What Pitbull Taught Me About Reframing Life

Oct 21, 2025
What Pitbull Taught Me About Reframing Life

There was a time when I thought failure was the end.

Walking into federal prison felt like my whole world had collapsed. Everything I once clung to was stripped away. Titles. Achievements. The image I built. All gone. What I was left with was pain, shame, and fear about who I might become on the other side.

But in that silence, I learned something I carry with me every day. I learned to reframe.

Reframing is not about pretending everything is fine. It is about looking straight at the heartbreak and the loss, feeling it fully, and still asking yourself: What is this here to teach me? How can I grow from this? Where is the opportunity hidden inside this pain?

That is how I began to turn failure into fuel. That is how I found the courage to try again.

And one of the best examples I know of reframing is Armando Christian Pérez. You know him as Pitbull.

He grew up with struggle all around him. Poverty. Addiction in his family. A world that kept telling him what he could not do. If he had accepted that script, his story would have ended before it began. But he flipped it. He turned obstacles into drive. He turned pain into music. He built a global brand and a legacy from the very things that could have broken him.

And here is the part that most people never see. Pitbull is not just an artist or an entrepreneur. He is a kind, generous, and grounded human being.

I met him years ago in a restaurant. He could have brushed me off or kept it polite. Instead, a few days later, he texted me. He wanted to hear my story. He asked questions. He listened. He gave me his time. He mentored me. He empowered me when I was still trying to find my footing again.

That kind of humility and generosity is rare. It showed me firsthand what reframing looks like when you live it out loud.

He did not stop with his own success. He poured that same energy into building charter schools that give kids a chance at a future they might never have believed possible. Years later, I had the honor of giving the commencement speech at one of those schools. To share that stage and now call him a friend is proof that reframing is not just survival. It is transformation. It is rewriting your story and helping others rewrite theirs.

When we reframe, we stop seeing struggle as a dead end. We start seeing it as a doorway. The magic and the light are waiting on the other side, even when we cannot see them yet.

Challenge to Rise

Take one negative moment this week and reframe it. 

If something flops at work, do not stop at “I failed.”

Ask yourself, “What did this teach me?”
If a relationship feels heavy, ask “What truth is showing up for me here?”
Reframing is courage in action.

Leading with Courage

Leaders who reframe change the culture around them. They own mistakes. They speak truth. They help their teams see possibility in the rubble. When failure becomes fuel instead of fear, that is where innovation begins.

Breakthrough Moment

The next time you feel the weight of overwhelm, stop. Name the feeling out loud. 

Then ask yourself, “What is the gift in this moment?” That single shift builds resilience.

We do not always choose our struggles. But we always choose how we frame them. And in that choice, we rise.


_INSTRUCTIONS TO FOLLOW_.
Search the data for the string "Beds", and report each line where it is found.

_Page and application data records_.
* * * *

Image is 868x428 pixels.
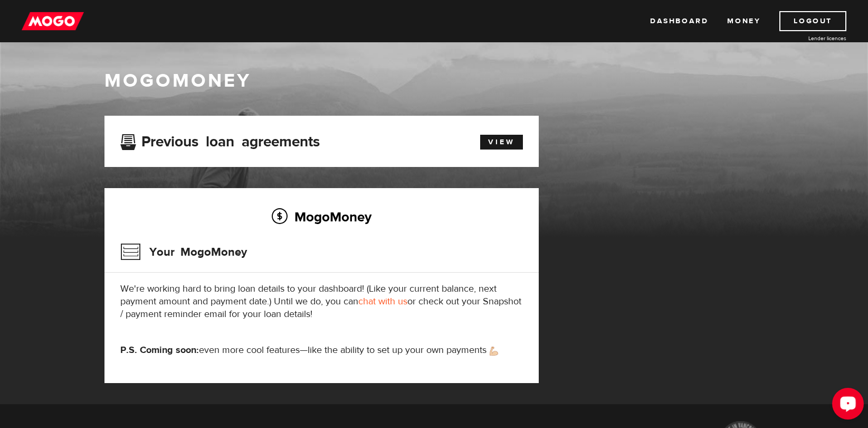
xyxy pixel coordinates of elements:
[358,295,407,308] a: chat with us
[823,383,868,428] iframe: LiveChat chat widget
[480,135,523,149] a: View
[650,11,708,31] a: Dashboard
[779,11,847,31] a: Logout
[120,344,199,356] strong: P.S. Coming soon:
[120,133,320,147] h3: Previous loan agreements
[21,11,84,31] img: mogo_logo-11ee424be714fa7cbb0f0f49df9e16ec.png
[490,346,498,356] img: strong arm emoji
[105,69,764,92] h1: MogoMoney
[120,206,523,228] h2: MogoMoney
[120,344,523,357] p: even more cool features—like the ability to set up your own payments
[767,34,847,42] a: Lender licences
[120,238,247,266] h3: Your MogoMoney
[120,283,523,321] p: We're working hard to bring loan details to your dashboard! (Like your current balance, next paym...
[727,11,760,31] a: Money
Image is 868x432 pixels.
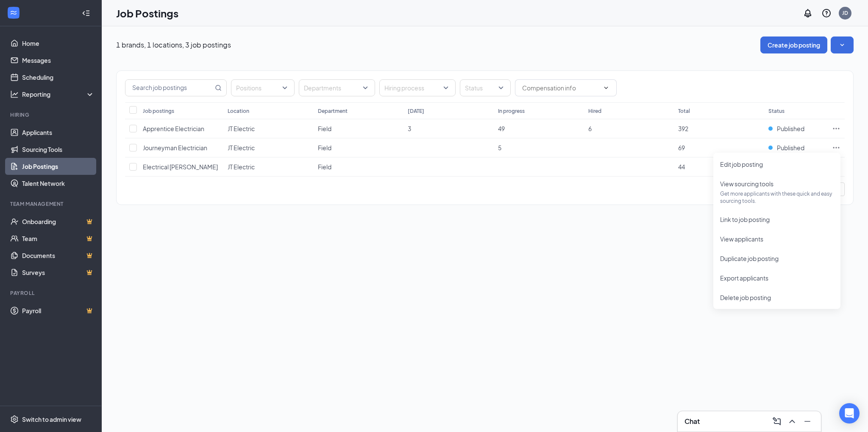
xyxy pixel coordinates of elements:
[770,415,784,429] button: ComposeMessage
[407,125,412,133] span: 3
[22,35,94,51] a: Home
[721,235,764,243] span: View applicants
[314,158,404,177] td: Field
[215,85,222,91] svg: MagnifyingGlass
[801,415,814,429] button: Minimize
[318,125,331,133] span: Field
[228,125,255,133] span: JT Electric
[822,8,832,18] svg: QuestionInfo
[318,144,331,152] span: Field
[721,216,770,223] span: Link to job posting
[788,416,798,426] svg: ChevronUp
[777,124,805,133] span: Published
[224,158,314,177] td: JT Electric
[721,190,834,205] p: Get more applicants with these quick and easy sourcing tools.
[9,8,18,17] svg: WorkstreamLogo
[831,36,854,54] button: SmallChevronDown
[10,201,93,207] div: Team Management
[721,274,769,282] span: Export applicants
[678,163,685,171] span: 44
[22,141,94,158] a: Sourcing Tools
[143,163,218,171] span: Electrical [PERSON_NAME]
[803,8,813,18] svg: Notifications
[589,125,592,133] span: 6
[760,36,827,54] button: Create job posting
[22,175,94,192] a: Talent Network
[22,213,94,230] a: OnboardingCrown
[228,163,255,171] span: JT Electric
[840,403,860,424] div: Open Intercom Messenger
[10,90,19,99] svg: Analysis
[224,119,314,138] td: JT Electric
[228,144,255,152] span: JT Electric
[116,41,231,50] p: 1 brands, 1 locations, 3 job postings
[224,138,314,158] td: JT Electric
[494,102,584,119] th: In progress
[777,143,805,152] span: Published
[22,90,95,99] div: Reporting
[22,69,94,85] a: Scheduling
[499,125,505,133] span: 49
[803,416,813,426] svg: Minimize
[603,85,610,91] svg: ChevronDown
[22,158,94,175] a: Job Postings
[318,163,331,171] span: Field
[22,264,94,281] a: SurveysCrown
[318,108,348,114] div: Department
[314,138,404,158] td: Field
[674,102,764,119] th: Total
[499,144,502,152] span: 5
[10,111,93,119] div: Hiring
[22,230,94,247] a: TeamCrown
[22,247,94,264] a: DocumentsCrown
[403,102,494,119] th: [DATE]
[772,416,782,426] svg: ComposeMessage
[584,102,674,119] th: Hired
[721,161,763,168] span: Edit job posting
[143,125,205,133] span: Apprentice Electrician
[143,108,174,114] div: Job postings
[10,289,93,297] div: Payroll
[10,415,19,424] svg: Settings
[22,124,94,141] a: Applicants
[678,144,685,152] span: 69
[832,124,841,133] svg: Ellipses
[832,143,841,152] svg: Ellipses
[228,108,249,114] div: Location
[685,417,700,426] h3: Chat
[786,415,799,429] button: ChevronUp
[22,51,94,69] a: Messages
[82,9,90,17] svg: Collapse
[22,302,94,319] a: PayrollCrown
[721,180,774,187] span: View sourcing tools
[764,102,828,119] th: Status
[126,80,213,96] input: Search job postings
[838,41,846,49] svg: SmallChevronDown
[721,255,779,262] span: Duplicate job posting
[523,83,600,93] input: Compensation info
[721,294,771,301] span: Delete job posting
[842,9,848,17] div: JD
[143,144,207,152] span: Journeyman Electrician
[314,119,404,138] td: Field
[22,415,81,424] div: Switch to admin view
[678,125,688,133] span: 392
[116,6,179,21] h1: Job Postings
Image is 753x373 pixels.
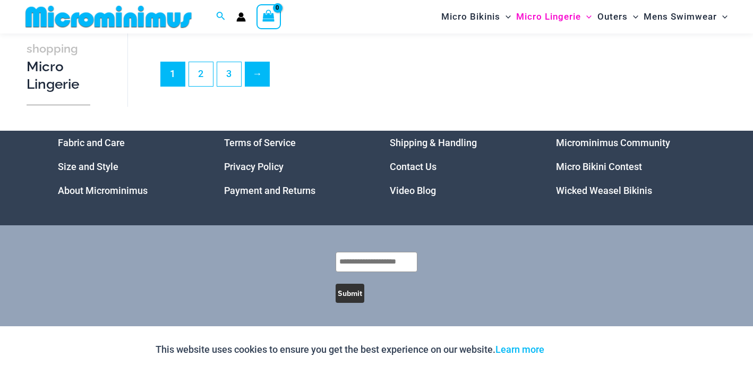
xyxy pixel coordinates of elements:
[58,131,198,202] nav: Menu
[336,284,365,303] button: Submit
[161,62,185,86] span: Page 1
[58,185,148,196] a: About Microminimus
[556,137,671,148] a: Microminimus Community
[21,5,196,29] img: MM SHOP LOGO FLAT
[553,337,598,362] button: Accept
[598,3,628,30] span: Outers
[160,62,732,92] nav: Product Pagination
[437,2,732,32] nav: Site Navigation
[245,62,269,86] a: →
[628,3,639,30] span: Menu Toggle
[556,161,642,172] a: Micro Bikini Contest
[595,3,641,30] a: OutersMenu ToggleMenu Toggle
[236,12,246,22] a: Account icon link
[216,10,226,23] a: Search icon link
[156,342,545,358] p: This website uses cookies to ensure you get the best experience on our website.
[189,62,213,86] a: Page 2
[224,185,316,196] a: Payment and Returns
[556,185,653,196] a: Wicked Weasel Bikinis
[556,131,696,202] nav: Menu
[390,161,437,172] a: Contact Us
[390,131,530,202] aside: Footer Widget 3
[58,137,125,148] a: Fabric and Care
[390,137,477,148] a: Shipping & Handling
[581,3,592,30] span: Menu Toggle
[516,3,581,30] span: Micro Lingerie
[224,161,284,172] a: Privacy Policy
[27,42,78,55] span: shopping
[257,4,281,29] a: View Shopping Cart, empty
[58,131,198,202] aside: Footer Widget 1
[224,131,364,202] aside: Footer Widget 2
[496,344,545,355] a: Learn more
[717,3,728,30] span: Menu Toggle
[58,161,118,172] a: Size and Style
[390,131,530,202] nav: Menu
[27,39,90,94] h3: Micro Lingerie
[641,3,731,30] a: Mens SwimwearMenu ToggleMenu Toggle
[217,62,241,86] a: Page 3
[390,185,436,196] a: Video Blog
[224,131,364,202] nav: Menu
[556,131,696,202] aside: Footer Widget 4
[439,3,514,30] a: Micro BikinisMenu ToggleMenu Toggle
[514,3,595,30] a: Micro LingerieMenu ToggleMenu Toggle
[442,3,501,30] span: Micro Bikinis
[501,3,511,30] span: Menu Toggle
[224,137,296,148] a: Terms of Service
[644,3,717,30] span: Mens Swimwear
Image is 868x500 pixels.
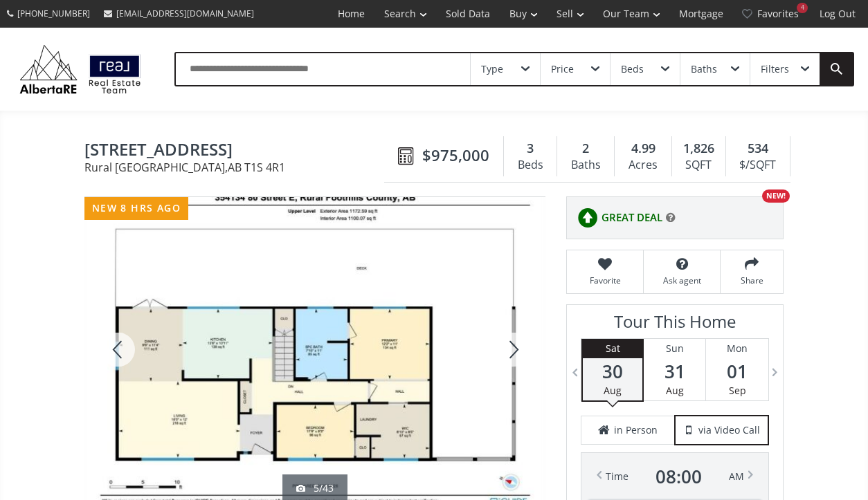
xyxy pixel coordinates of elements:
[606,467,744,486] div: Time AM
[761,189,790,203] div: NEW!
[117,7,254,19] span: [EMAIL_ADDRESS][DOMAIN_NAME]
[14,42,147,97] img: Logo
[706,362,768,382] span: 01
[422,145,489,166] span: $975,000
[732,155,782,176] div: $/SQFT
[564,155,607,176] div: Baths
[603,384,621,397] span: Aug
[583,362,642,382] span: 30
[580,312,769,338] h3: Tour This Home
[690,65,717,74] div: Baths
[85,140,391,162] span: 354134 80 Street East
[614,423,658,437] span: in Person
[621,155,663,176] div: Acres
[511,155,549,176] div: Beds
[621,139,663,158] div: 4.99
[601,210,662,225] span: GREAT DEAL
[643,362,705,382] span: 31
[85,197,189,220] div: new 8 hrs ago
[574,275,636,286] span: Favorite
[17,7,90,19] span: [PHONE_NUMBER]
[583,339,642,358] div: Sat
[85,162,391,173] span: Rural [GEOGRAPHIC_DATA] , AB T1S 4R1
[564,139,607,158] div: 2
[761,65,789,74] div: Filters
[650,275,712,286] span: Ask agent
[666,384,683,397] span: Aug
[729,384,746,397] span: Sep
[706,339,768,358] div: Mon
[620,65,643,74] div: Beds
[698,423,760,437] span: via Video Call
[511,139,549,158] div: 3
[551,65,574,74] div: Price
[655,467,701,486] span: 08 : 00
[97,1,260,26] a: [EMAIL_ADDRESS][DOMAIN_NAME]
[683,139,714,158] span: 1,826
[574,204,601,231] img: rating icon
[679,155,718,176] div: SQFT
[796,3,807,13] div: 4
[481,65,503,74] div: Type
[732,139,782,158] div: 534
[643,339,705,358] div: Sun
[296,482,333,495] div: 5/43
[727,275,776,286] span: Share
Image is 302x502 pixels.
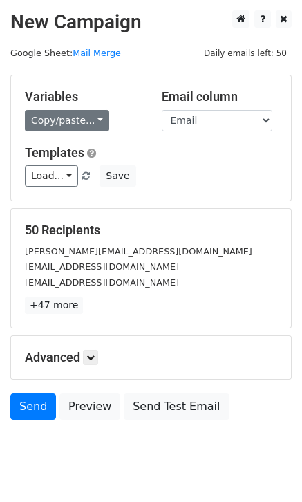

* * * *

_ANSWER TO THE PROBLEM_.
[511,155,549,176] div: Beds
[620,65,643,74] div: Beds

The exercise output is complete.